I was born north of Boston and grew up in Amherst, Massachusetts. In 1980 our family moved to Eugene, Oregon. I immediately took to the outdoors, hiking as much as I could in the Cascade and Olympic mountains.
Why did you choose UBC Forestry?
A court injunction that closed logging from U.S. federal lands in the Pacific Northwest in the 1990s really started my career rolling. I sought solutions that would drive environmentally and socially responsible forestry. By 1995 UBC had several faculty members focused on these issues. The prospect of studying forestry not far from my family and within a world-renowned and multi-disciplinary faculty was hard to pass up.
In what year did you graduate from UBC Forestry?
I defended my thesis in spring of 1998. I had started my graduate studies in 1995 and received a Master of Science in Forestry. The subject of my research was the assessment methods used by Forest Stewardship Council (FSC) certifiers in North America from the inception of the FSC up to 1997.
What was your first job after graduation?
I managed a number of short consultancies for eight months, then joined the Rainforest Alliance in their forestry certification program as an intern. I had researched this extensively as a graduate student, so it was a logical place to start. I was immediately trained as a forest auditor, and within a few months was flying into the heart of the Bolivian Amazon to assess a forest concession.
What are you doing now and what led you there?
I’m currently Vice President, Landscapes and Livelihoods – the division leading our field work – at the Rainforest Alliance. I am also the global lead on climate and concentrate a lot of my energy on climate change adaptation, resilience and mitigation. The Rainforest Alliance is an international conservation organization based in New York that works with over 3,000 businesses, over 1.3 million farmers, in over 80 countries, and has certified over 38 million hectares of forest to FSC standards.
What is your fondest memory of your time at UBC?
I lived for a summer in Williams Lake and worked in the Alex Fraser Research Forest. I really enjoyed all the very practical and real-world forestry concerns embodied in a small university forest. I also did a few stints as a teaching assistant with the fall camp, and I really loved helping students on plant identification.
If you weren’t working where you are now what profession would you most like to try?
I’d still be trying to solve a global problem. If not forests and climate change, I’d probably be at a think tank working on urban sustainability issues.
What is the toughest business or professional decision you’ve had to make?
In 2002, I had to oversee a process to revoke the FSC certificates of Perum Perhutani, the Indonesian parastatal teak plantation company. This meant that the majority of the teak garden furniture industry, which had become very supportive of certification, would need to both phase out their teak certified product lines and identify new sources of supply within a very narrow time frame. There was a lot of hostility and open threats to me and the Rainforest Alliance. It was a hard time. But it also demonstrated that certifiers will revoke certificates.
Do you have any advice for students currently in Forestry or recent graduates?
Get practical experience in the area of forestry that really calls to you, even if it’s not necessarily the most lucrative opportunity. Also, find one thing in your position that you can be the expert or specialist in, even while maintaining an ability to be a well-rounded generalist, so you emerge as the go-to person in your company for something.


▸ **Exercise directions**: Could you output exactly the lines running from the one containing "Image is 952x495 pixels." to the final line of the listing below, leaving out pictures?

▸ **Listed entries**:
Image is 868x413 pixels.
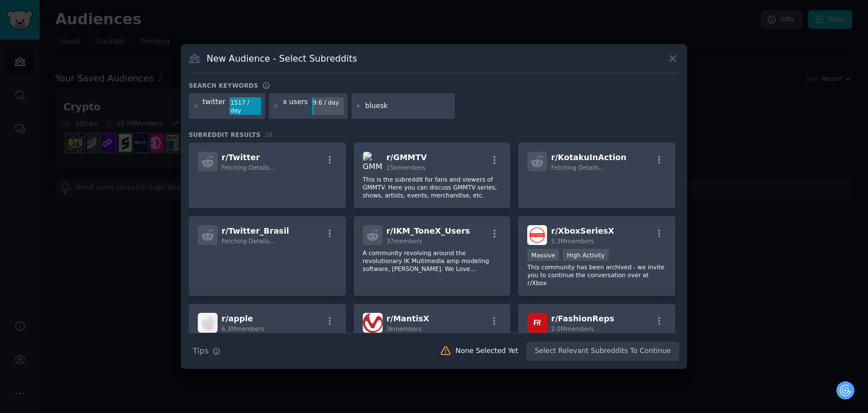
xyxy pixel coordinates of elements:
div: x users [283,97,307,115]
span: 15k members [387,164,425,171]
p: A community revolving around the revolutionary IK Multimedia amp modeling software, [PERSON_NAME]... [363,249,502,273]
span: Fetching Details... [221,237,275,244]
span: Tips [192,345,208,357]
span: Subreddit Results [188,131,261,139]
img: apple [198,312,217,332]
span: 37 members [387,237,422,244]
span: r/ IKM_ToneX_Users [387,226,470,235]
span: 5.3M members [551,237,594,244]
span: 2.0M members [551,325,594,332]
span: Fetching Details... [221,164,275,171]
img: MantisX [363,312,383,332]
div: High Activity [563,249,609,261]
div: None Selected Yet [455,346,518,356]
h3: Search keywords [188,81,258,89]
div: 9.6 / day [312,97,343,107]
span: r/ XboxSeriesX [551,226,614,235]
span: 3k members [387,325,422,332]
img: XboxSeriesX [527,225,547,245]
span: r/ GMMTV [387,153,427,162]
span: r/ KotakuInAction [551,153,626,162]
h3: New Audience - Select Subreddits [207,53,357,64]
span: r/ MantisX [387,314,429,323]
span: r/ Twitter [221,153,260,162]
p: This community has been archived - we invite you to continue the conversation over at r/Xbox [527,263,666,287]
span: 38 [265,131,272,138]
span: r/ FashionReps [551,314,614,323]
div: 1517 / day [229,97,261,115]
span: r/ Twitter_Brasil [221,226,290,235]
div: twitter [203,97,225,115]
button: Tips [188,341,224,361]
span: r/ apple [221,314,253,323]
img: FashionReps [527,312,547,332]
p: This is the subreddit for fans and viewers of GMMTV. Here you can discuss GMMTV series, shows, ar... [363,176,502,199]
span: 6.3M members [221,325,265,332]
input: New Keyword [365,101,451,111]
img: GMMTV [363,152,383,172]
div: Massive [527,249,559,261]
span: Fetching Details... [551,164,604,171]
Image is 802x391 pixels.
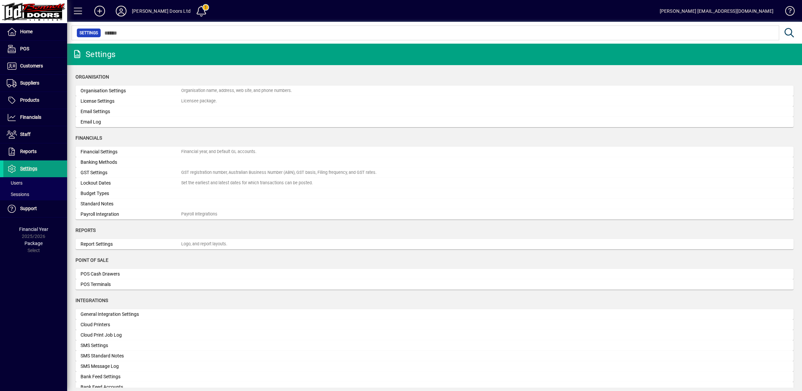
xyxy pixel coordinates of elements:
[3,109,67,126] a: Financials
[780,1,793,23] a: Knowledge Base
[20,63,43,68] span: Customers
[81,321,181,328] div: Cloud Printers
[81,373,181,380] div: Bank Feed Settings
[75,209,793,219] a: Payroll IntegrationPayroll Integrations
[75,106,793,117] a: Email Settings
[3,200,67,217] a: Support
[20,80,39,86] span: Suppliers
[20,46,29,51] span: POS
[81,200,181,207] div: Standard Notes
[75,147,793,157] a: Financial SettingsFinancial year, and Default GL accounts.
[75,298,108,303] span: Integrations
[181,169,376,176] div: GST registration number, Australian Business Number (ABN), GST basis, Filing frequency, and GST r...
[81,179,181,187] div: Lockout Dates
[72,49,115,60] div: Settings
[3,177,67,189] a: Users
[3,75,67,92] a: Suppliers
[75,361,793,371] a: SMS Message Log
[75,74,109,80] span: Organisation
[20,206,37,211] span: Support
[75,371,793,382] a: Bank Feed Settings
[75,96,793,106] a: License SettingsLicensee package.
[181,180,313,186] div: Set the earliest and latest dates for which transactions can be posted.
[20,166,37,171] span: Settings
[20,29,33,34] span: Home
[75,117,793,127] a: Email Log
[81,270,181,277] div: POS Cash Drawers
[7,192,29,197] span: Sessions
[132,6,191,16] div: [PERSON_NAME] Doors Ltd
[75,340,793,351] a: SMS Settings
[3,126,67,143] a: Staff
[20,131,31,137] span: Staff
[81,148,181,155] div: Financial Settings
[89,5,110,17] button: Add
[20,149,37,154] span: Reports
[3,58,67,74] a: Customers
[181,211,217,217] div: Payroll Integrations
[110,5,132,17] button: Profile
[75,167,793,178] a: GST SettingsGST registration number, Australian Business Number (ABN), GST basis, Filing frequenc...
[181,149,256,155] div: Financial year, and Default GL accounts.
[75,227,96,233] span: Reports
[3,143,67,160] a: Reports
[181,241,227,247] div: Logo, and report layouts.
[75,319,793,330] a: Cloud Printers
[75,239,793,249] a: Report SettingsLogo, and report layouts.
[3,41,67,57] a: POS
[81,190,181,197] div: Budget Types
[3,92,67,109] a: Products
[81,169,181,176] div: GST Settings
[81,281,181,288] div: POS Terminals
[181,88,292,94] div: Organisation name, address, web site, and phone numbers.
[75,86,793,96] a: Organisation SettingsOrganisation name, address, web site, and phone numbers.
[81,98,181,105] div: License Settings
[3,189,67,200] a: Sessions
[75,269,793,279] a: POS Cash Drawers
[24,241,43,246] span: Package
[81,342,181,349] div: SMS Settings
[81,383,181,390] div: Bank Feed Accounts
[81,331,181,338] div: Cloud Print Job Log
[7,180,22,186] span: Users
[81,211,181,218] div: Payroll Integration
[81,352,181,359] div: SMS Standard Notes
[75,309,793,319] a: General Integration Settings
[181,98,217,104] div: Licensee package.
[75,330,793,340] a: Cloud Print Job Log
[3,23,67,40] a: Home
[659,6,773,16] div: [PERSON_NAME] [EMAIL_ADDRESS][DOMAIN_NAME]
[75,279,793,289] a: POS Terminals
[20,114,41,120] span: Financials
[19,226,48,232] span: Financial Year
[75,188,793,199] a: Budget Types
[75,135,102,141] span: Financials
[75,157,793,167] a: Banking Methods
[81,87,181,94] div: Organisation Settings
[75,257,108,263] span: Point of Sale
[75,199,793,209] a: Standard Notes
[81,118,181,125] div: Email Log
[75,351,793,361] a: SMS Standard Notes
[81,363,181,370] div: SMS Message Log
[80,30,98,36] span: Settings
[81,159,181,166] div: Banking Methods
[81,311,181,318] div: General Integration Settings
[75,178,793,188] a: Lockout DatesSet the earliest and latest dates for which transactions can be posted.
[81,241,181,248] div: Report Settings
[81,108,181,115] div: Email Settings
[20,97,39,103] span: Products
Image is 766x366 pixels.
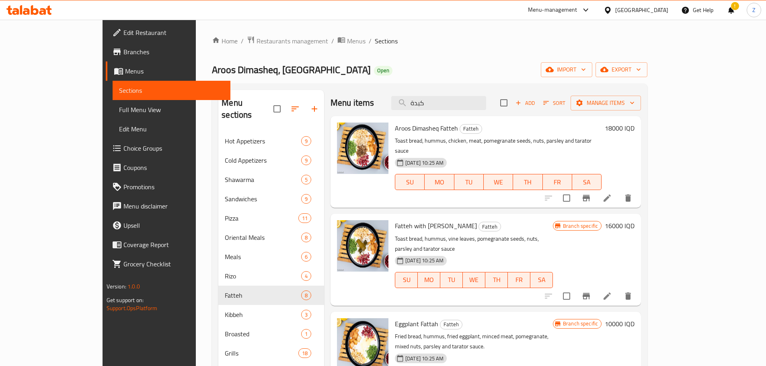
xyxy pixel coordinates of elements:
span: Coupons [123,163,224,172]
div: [GEOGRAPHIC_DATA] [615,6,668,14]
a: Full Menu View [113,100,230,119]
div: Hot Appetizers [225,136,301,146]
span: 6 [301,253,311,261]
span: Meals [225,252,301,262]
div: Fatteh [440,320,462,330]
span: [DATE] 10:25 AM [402,257,446,264]
div: items [298,348,311,358]
div: Sandwiches9 [218,189,324,209]
div: items [301,136,311,146]
span: Sort sections [285,99,305,119]
a: Menus [106,61,230,81]
div: Shawarma [225,175,301,184]
span: Grills [225,348,298,358]
span: Choice Groups [123,143,224,153]
li: / [241,36,244,46]
a: Sections [113,81,230,100]
div: Oriental Meals [225,233,301,242]
div: items [301,194,311,204]
span: [DATE] 10:25 AM [402,159,446,167]
span: Upsell [123,221,224,230]
span: TU [457,176,480,188]
button: Manage items [570,96,641,111]
span: 8 [301,292,311,299]
input: search [391,96,486,110]
img: Aroos Dimasheq Fatteh [337,123,388,174]
span: 3 [301,311,311,319]
div: Menu-management [528,5,577,15]
span: Sort [543,98,565,108]
a: Upsell [106,216,230,235]
button: TH [513,174,542,190]
button: export [595,62,647,77]
span: FR [546,176,569,188]
span: export [602,65,641,75]
div: Kibbeh3 [218,305,324,324]
button: Branch-specific-item [576,188,596,208]
span: MO [421,274,437,286]
span: Select to update [558,190,575,207]
h6: 18000 IQD [604,123,634,134]
span: Full Menu View [119,105,224,115]
button: delete [618,287,637,306]
span: Open [374,67,392,74]
div: items [301,271,311,281]
img: Fatteh with Yalanji [337,220,388,272]
span: 9 [301,157,311,164]
span: TH [488,274,504,286]
a: Coverage Report [106,235,230,254]
button: Add section [305,99,324,119]
span: Pizza [225,213,298,223]
a: Edit Restaurant [106,23,230,42]
span: 8 [301,234,311,242]
span: SU [398,274,414,286]
a: Coupons [106,158,230,177]
span: Sandwiches [225,194,301,204]
span: Edit Menu [119,124,224,134]
button: FR [542,174,572,190]
div: Broasted [225,329,301,339]
span: Sections [375,36,397,46]
span: MO [428,176,450,188]
h2: Menu items [330,97,374,109]
a: Menu disclaimer [106,197,230,216]
span: Branch specific [559,222,601,230]
div: Open [374,66,392,76]
span: Restaurants management [256,36,328,46]
button: MO [418,272,440,288]
span: 4 [301,272,311,280]
button: SU [395,174,424,190]
span: Branches [123,47,224,57]
div: Fatteh8 [218,286,324,305]
span: Select section [495,94,512,111]
button: WE [463,272,485,288]
span: Select all sections [268,100,285,117]
span: 9 [301,195,311,203]
div: items [301,291,311,300]
div: Fatteh [478,222,501,231]
button: delete [618,188,637,208]
span: [DATE] 10:25 AM [402,355,446,362]
span: TH [516,176,539,188]
span: WE [487,176,510,188]
h6: 10000 IQD [604,318,634,330]
a: Choice Groups [106,139,230,158]
span: Cold Appetizers [225,156,301,165]
span: import [547,65,585,75]
span: SU [398,176,421,188]
span: SA [533,274,549,286]
span: Version: [106,281,126,292]
a: Edit Menu [113,119,230,139]
nav: Menu sections [218,128,324,366]
span: Aroos Dimasheq Fatteh [395,122,458,134]
button: MO [424,174,454,190]
span: Eggplant Fattah [395,318,438,330]
div: items [301,175,311,184]
span: Select to update [558,288,575,305]
a: Edit menu item [602,291,612,301]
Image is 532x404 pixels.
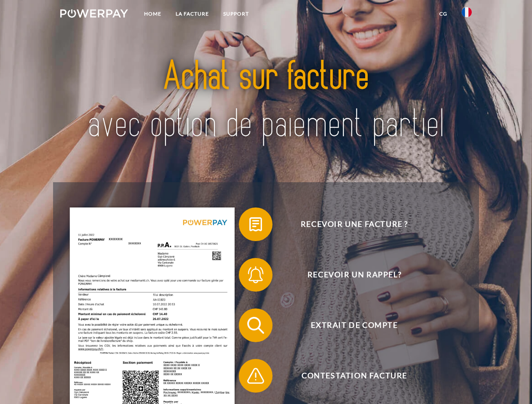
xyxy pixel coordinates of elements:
[239,308,458,342] button: Extrait de compte
[251,258,457,292] span: Recevoir un rappel?
[245,264,266,285] img: qb_bell.svg
[216,6,256,22] a: Support
[251,207,457,241] span: Recevoir une facture ?
[251,308,457,342] span: Extrait de compte
[239,207,458,241] button: Recevoir une facture ?
[60,9,128,18] img: logo-powerpay-white.svg
[137,6,169,22] a: Home
[169,6,216,22] a: LA FACTURE
[245,315,266,336] img: qb_search.svg
[462,7,472,17] img: fr
[245,365,266,386] img: qb_warning.svg
[433,6,455,22] a: CG
[81,41,451,161] img: title-powerpay_fr.svg
[251,359,457,393] span: Contestation Facture
[239,258,458,292] button: Recevoir un rappel?
[245,214,266,235] img: qb_bill.svg
[239,359,458,393] button: Contestation Facture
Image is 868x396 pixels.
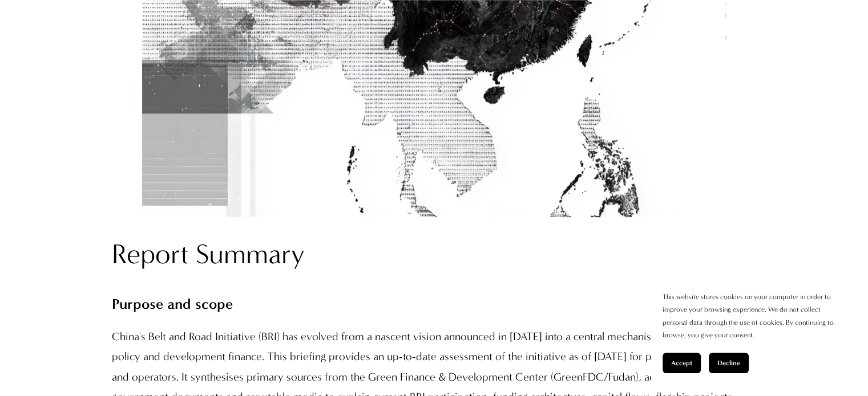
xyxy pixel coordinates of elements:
[112,295,233,312] strong: Purpose and scope
[651,279,857,385] section: Cookie banner
[671,360,693,367] span: Accept
[718,360,741,367] span: Decline
[709,353,749,373] button: Decline
[663,291,845,342] p: This website stores cookies on your computer in order to improve your browsing experience. We do ...
[663,353,701,373] button: Accept
[112,237,757,272] h2: Report Summary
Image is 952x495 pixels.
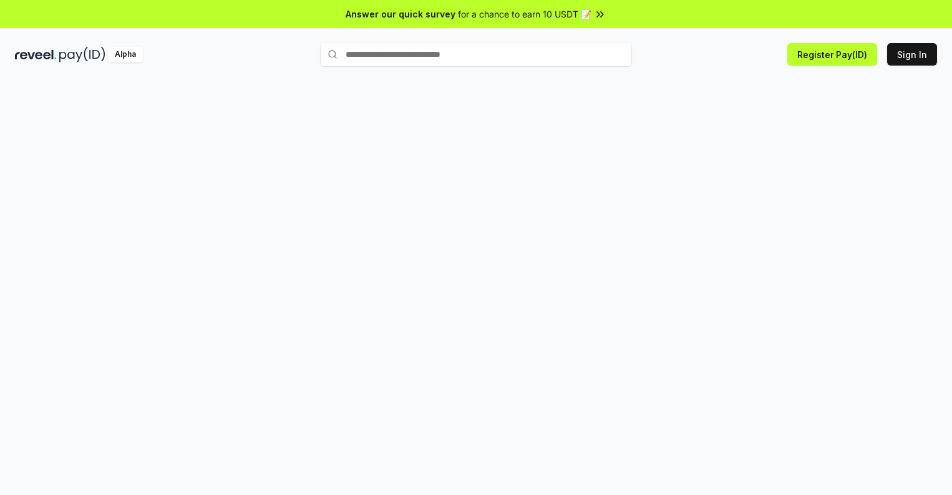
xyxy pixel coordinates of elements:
[108,47,143,62] div: Alpha
[887,43,937,65] button: Sign In
[346,7,455,21] span: Answer our quick survey
[59,47,105,62] img: pay_id
[15,47,57,62] img: reveel_dark
[787,43,877,65] button: Register Pay(ID)
[458,7,591,21] span: for a chance to earn 10 USDT 📝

▸ **Result**:
Image is 952x495 pixels.
xyxy pixel coordinates of elements:
[108,47,143,62] div: Alpha
[887,43,937,65] button: Sign In
[346,7,455,21] span: Answer our quick survey
[59,47,105,62] img: pay_id
[15,47,57,62] img: reveel_dark
[787,43,877,65] button: Register Pay(ID)
[458,7,591,21] span: for a chance to earn 10 USDT 📝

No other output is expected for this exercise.